About ten years spent in Schaumburg, and various neighborhoods on the North Side, including Loyola and Uptown. Where we lived was not so much into the street food scene, but you could get some excellent elotes.

Cabbie Digs were the big discovery for me there. One of the Rules, at the time at least, was to look for taxicabs. The cabbie digs were 24-hour places that had cheap, good food in large portions, and a whole convenience store behind the counter with everything that someone who lived in the driver’s seat could possibly need. Shan was just up the street from us when we lived on Margate, and we could walk up there at 3 in the morning and get fresh samosas. Oh yeah, you needed to be familiar with Indian food, or any of several African cuisines, or just be willing to order the #3 and eat what you got. The breakfast special at Shan was a legume or pulse dish, like chana masala, a veg dish, and two poori served still puffed up with steam. For three bucks, you got that and a mug of sweet masala tea.

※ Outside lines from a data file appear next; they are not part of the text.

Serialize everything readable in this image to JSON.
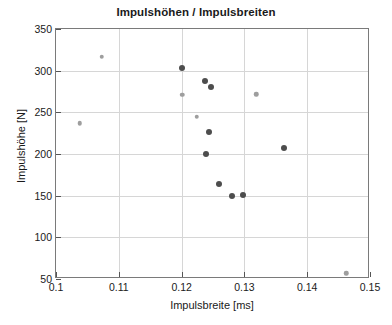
{
  "chart_data": {
    "type": "scatter",
    "title": "Impulshöhen / Impulsbreiten",
    "xlabel": "Impulsbreite [ms]",
    "ylabel": "Impulshöhe [N]",
    "xlim": [
      0.1,
      0.15
    ],
    "ylim": [
      50,
      350
    ],
    "xticks": [
      "0.1",
      "0.11",
      "0.12",
      "0.13",
      "0.14",
      "0.15"
    ],
    "xtick_values": [
      0.1,
      0.11,
      0.12,
      0.13,
      0.14,
      0.15
    ],
    "yticks": [
      "50",
      "100",
      "150",
      "200",
      "250",
      "300",
      "350"
    ],
    "ytick_values": [
      50,
      100,
      150,
      200,
      250,
      300,
      350
    ],
    "grid": true,
    "legend": "none",
    "series": [
      {
        "name": "dark-markers",
        "color": "#4d4d4d",
        "marker_size": 6,
        "points": [
          {
            "x": 0.1201,
            "y": 303
          },
          {
            "x": 0.1237,
            "y": 288
          },
          {
            "x": 0.1247,
            "y": 280
          },
          {
            "x": 0.1243,
            "y": 226
          },
          {
            "x": 0.1239,
            "y": 200
          },
          {
            "x": 0.126,
            "y": 164
          },
          {
            "x": 0.128,
            "y": 150
          },
          {
            "x": 0.1298,
            "y": 151
          },
          {
            "x": 0.1363,
            "y": 207
          }
        ]
      },
      {
        "name": "light-markers",
        "color": "#9e9e9e",
        "marker_size": 4.5,
        "points": [
          {
            "x": 0.1038,
            "y": 237
          },
          {
            "x": 0.1073,
            "y": 317
          },
          {
            "x": 0.1201,
            "y": 271
          },
          {
            "x": 0.1224,
            "y": 245
          },
          {
            "x": 0.1319,
            "y": 272
          },
          {
            "x": 0.1462,
            "y": 57
          }
        ]
      }
    ]
  }
}
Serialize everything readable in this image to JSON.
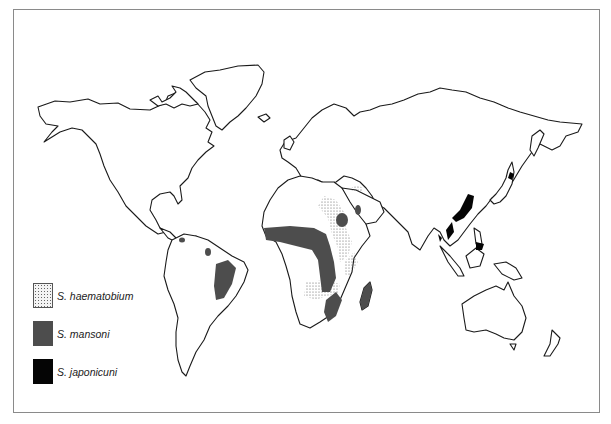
{
  "map": {
    "type": "world distribution map",
    "subject": "Schistosomiasis species distribution",
    "colors": {
      "background": "#ffffff",
      "outline": "#1a1a1a",
      "haematobium_fill": "dotted-stipple",
      "mansoni_fill": "#4d4d4d",
      "japonicum_fill": "#050505"
    },
    "regions": {
      "haematobium": [
        "North Africa (Nile)",
        "East Africa",
        "Southern Africa",
        "Middle East"
      ],
      "mansoni": [
        "West/Central Africa band",
        "Arabian Peninsula",
        "Madagascar",
        "Southeast Africa",
        "Eastern Brazil",
        "Venezuela",
        "Caribbean"
      ],
      "japonicum": [
        "Eastern China",
        "Japan",
        "Philippines",
        "Indonesia (Sulawesi)"
      ]
    }
  },
  "legend": {
    "items": [
      {
        "label": "S. haematobium",
        "swatch": "dotted"
      },
      {
        "label": "S. mansoni",
        "swatch": "dark-gray"
      },
      {
        "label": "S. japonicuni",
        "swatch": "black"
      }
    ]
  }
}
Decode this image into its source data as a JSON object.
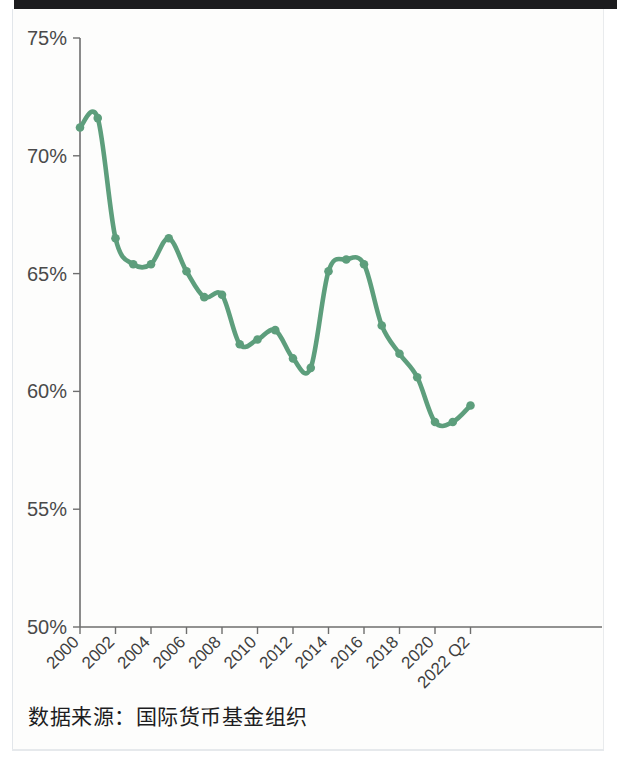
{
  "figure": {
    "source_note": "数据来源：国际货币基金组织",
    "accent_color": "#5d9e7c",
    "axis_color": "#6e6e6e",
    "background_color": "#fdfdfc"
  },
  "chart_data": {
    "type": "line",
    "title": "",
    "subtitle": "",
    "xlabel": "",
    "ylabel": "",
    "ylim": [
      50,
      75
    ],
    "ytick_values": [
      50,
      55,
      60,
      65,
      70,
      75
    ],
    "ytick_labels": [
      "50%",
      "55%",
      "60%",
      "65%",
      "70%",
      "75%"
    ],
    "xtick_labels": [
      "2000",
      "2002",
      "2004",
      "2006",
      "2008",
      "2010",
      "2012",
      "2014",
      "2016",
      "2018",
      "2020",
      "2022 Q2"
    ],
    "xtick_rotation": -45,
    "grid": false,
    "legend": false,
    "legend_position": "none",
    "markers": true,
    "x": [
      "2000",
      "2001",
      "2002",
      "2003",
      "2004",
      "2005",
      "2006",
      "2007",
      "2008",
      "2009",
      "2010",
      "2011",
      "2012",
      "2013",
      "2014",
      "2015",
      "2016",
      "2017",
      "2018",
      "2019",
      "2020",
      "2021",
      "2022 Q2"
    ],
    "series": [
      {
        "name": "USD share of global foreign exchange reserves",
        "color": "#5d9e7c",
        "values": [
          71.2,
          71.6,
          66.5,
          65.4,
          65.4,
          66.5,
          65.1,
          64.0,
          64.1,
          62.0,
          62.2,
          62.6,
          61.4,
          61.0,
          65.1,
          65.6,
          65.4,
          62.8,
          61.6,
          60.6,
          58.7,
          58.7,
          59.4
        ]
      }
    ],
    "units": "percent"
  }
}
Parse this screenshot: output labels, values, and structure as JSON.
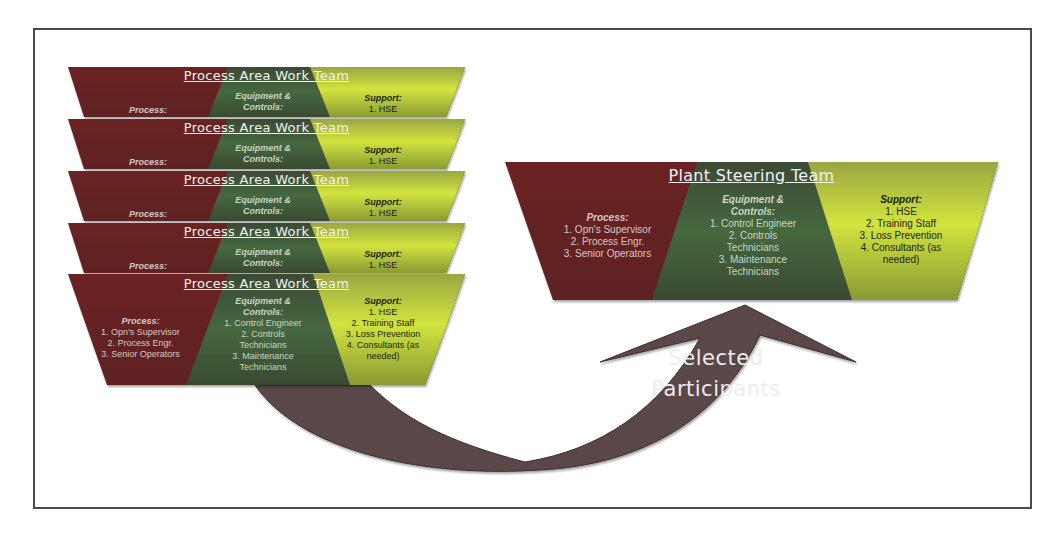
{
  "colors": {
    "frame_border": "#4a4a4a",
    "process": "#6e2222",
    "equipment": "#3f5f38",
    "support": "#c6dc3c",
    "arrow": "#5a4646"
  },
  "work_teams": {
    "title": "Process Area Work Team",
    "count": 5,
    "collapsed": {
      "process_header": "Process:",
      "equipment_header": "Equipment & Controls:",
      "support_header": "Support:",
      "support_items": [
        "1. HSE"
      ]
    },
    "expanded": {
      "process_header": "Process:",
      "process_items": [
        "1. Opn's Supervisor",
        "2. Process Engr.",
        "3. Senior Operators"
      ],
      "equipment_header": "Equipment & Controls:",
      "equipment_items": [
        "1. Control Engineer",
        "2. Controls Technicians",
        "3. Maintenance Technicians"
      ],
      "support_header": "Support:",
      "support_items": [
        "1. HSE",
        "2. Training Staff",
        "3. Loss Prevention",
        "4. Consultants (as needed)"
      ]
    }
  },
  "steering_team": {
    "title": "Plant Steering Team",
    "process_header": "Process:",
    "process_items": [
      "1. Opn's Supervisor",
      "2. Process Engr.",
      "3. Senior Operators"
    ],
    "equipment_header": "Equipment & Controls:",
    "equipment_items": [
      "1. Control Engineer",
      "2. Controls Technicians",
      "3. Maintenance Technicians"
    ],
    "support_header": "Support:",
    "support_items": [
      "1. HSE",
      "2. Training Staff",
      "3. Loss Prevention",
      "4. Consultants (as needed)"
    ]
  },
  "arrow": {
    "label_line1": "Selected",
    "label_line2": "Participants"
  }
}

Chicago was also where I encountered my first chaat house, Sukhadia’s on Devon. We generally did not get anything there, but bought a lot of kaju katri, kaju anjir rolls, and spicy masala cashews. I’ve since ordered from Sukhadia’s for Diwali a few times, when we lived in other places and could not get ladoos locally.

And then there was Patel Brothers, which has been a part of my family’s life ever since, along with the Swad and Patak’s brands. Chicken biryani is easy and cheap to make by the stewpot, and when you have three children to feed, you look for recipes that make lots. To this day, they all three consider it one of their comfort foods. There was always half a pot or so left over even after feeding five people, and it would get eaten in the next day or so. Leftover biryani never lasted long enough to be thrown out.

None of which is street food, but it establishes where a lot of my tastes were developed, and what sort of expectations I had later on.